Summary of article:
The article titled ‘Finding Employees and Keeping Them: Predicting Loyalty in the Small Business’ accounts for various factors that determine employee loyalty in small businesses.
The authors assert that employees in small businesses are expected to be more versatile and dynamic. This makes hiring the right people a little challenging. In larger businesses, each employee is a specialist in a particular facet of business. To this extent, job descriptions can be sharply defined and employees hired in numbers. (Dyer and Reda 2010)
Indeed, as the study identifies, small businesses which adopt a formalized hiring process tend to perform better than their less structured counterparts. For example, parameters such as financial performance, revenue growth, as well as owners’ success perception, all point to this correlation. More importantly, selection of personnel inadequately skilled for the role has a detrimental effect on retention. Not only do such employees let the performance of the business slip, but they themselves feel dissatisfied at work and are likely to quit. Herein is a key insight – professionalism and mastery over skills is a win-win situation for the recruiter and the employee.
The findings of the research point out that employees’ perception of owner commitment is vital to their loyalty toward the business. Likewise, usage of formal recruitment processes increases credibility in the eyes of the employee. These factors have a bearing on how long and with how much involvement employees deliver their duties for the business. On account of limited need for personnel, small firm owners are also inexperienced in using robust selection processes. Even otherwise, conventional recruitment practices are not very effective for small firms. (Dyer and Reda 2010)
Often potential candidates fear the possibility of exploitation by proprietors. They believe, not without reason, that the limited finances of the company would necessitate maximal usage of hired personnel. Due to modest financial resources of the business, candidates are also doubtful of receiving employment benefits, including health insurance, incentives, paid leaves, etc. This has a detrimental effect on loyalty, especially when during the course of employment, some of these promises are not met.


WORK INSTRUCTION » Determine how many lines in the entries below include "text". The reply should be that number and nothing else.

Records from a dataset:
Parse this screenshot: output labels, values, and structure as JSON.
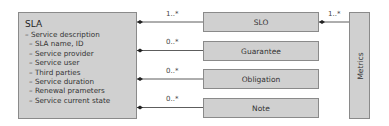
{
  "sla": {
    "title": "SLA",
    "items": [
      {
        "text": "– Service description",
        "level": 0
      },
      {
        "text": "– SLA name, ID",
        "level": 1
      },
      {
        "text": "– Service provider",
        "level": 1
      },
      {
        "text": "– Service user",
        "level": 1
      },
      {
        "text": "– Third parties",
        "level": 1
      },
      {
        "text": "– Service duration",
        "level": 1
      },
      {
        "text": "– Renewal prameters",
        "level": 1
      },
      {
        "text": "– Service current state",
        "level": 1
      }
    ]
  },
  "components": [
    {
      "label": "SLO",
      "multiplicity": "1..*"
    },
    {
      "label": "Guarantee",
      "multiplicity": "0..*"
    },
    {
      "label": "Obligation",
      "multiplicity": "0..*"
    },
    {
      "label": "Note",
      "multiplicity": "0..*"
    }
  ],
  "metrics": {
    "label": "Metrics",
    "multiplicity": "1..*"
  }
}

==

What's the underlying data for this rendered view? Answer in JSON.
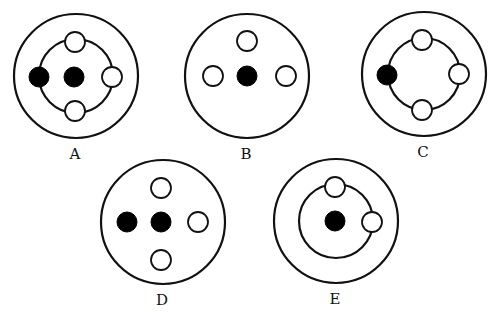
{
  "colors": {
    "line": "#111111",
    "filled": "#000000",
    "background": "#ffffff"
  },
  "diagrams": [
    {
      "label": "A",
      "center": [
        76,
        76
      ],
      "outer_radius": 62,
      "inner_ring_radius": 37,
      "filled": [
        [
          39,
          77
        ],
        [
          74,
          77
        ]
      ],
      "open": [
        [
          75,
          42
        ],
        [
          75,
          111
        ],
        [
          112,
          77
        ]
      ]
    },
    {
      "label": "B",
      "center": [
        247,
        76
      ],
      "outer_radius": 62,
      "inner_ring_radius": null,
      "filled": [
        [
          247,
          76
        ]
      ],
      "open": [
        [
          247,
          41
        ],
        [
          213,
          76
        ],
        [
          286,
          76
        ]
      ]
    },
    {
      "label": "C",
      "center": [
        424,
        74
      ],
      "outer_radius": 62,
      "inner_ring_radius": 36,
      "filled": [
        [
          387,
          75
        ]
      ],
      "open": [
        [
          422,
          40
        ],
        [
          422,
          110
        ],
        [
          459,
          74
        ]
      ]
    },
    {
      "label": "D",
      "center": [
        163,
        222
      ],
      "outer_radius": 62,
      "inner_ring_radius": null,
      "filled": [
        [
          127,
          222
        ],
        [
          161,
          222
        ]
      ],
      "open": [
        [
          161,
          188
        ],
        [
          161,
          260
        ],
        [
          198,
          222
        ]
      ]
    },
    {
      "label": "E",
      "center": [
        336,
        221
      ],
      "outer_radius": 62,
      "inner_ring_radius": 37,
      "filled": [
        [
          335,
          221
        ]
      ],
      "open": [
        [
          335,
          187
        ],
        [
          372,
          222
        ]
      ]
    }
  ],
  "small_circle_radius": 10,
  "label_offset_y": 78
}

RESULT » 8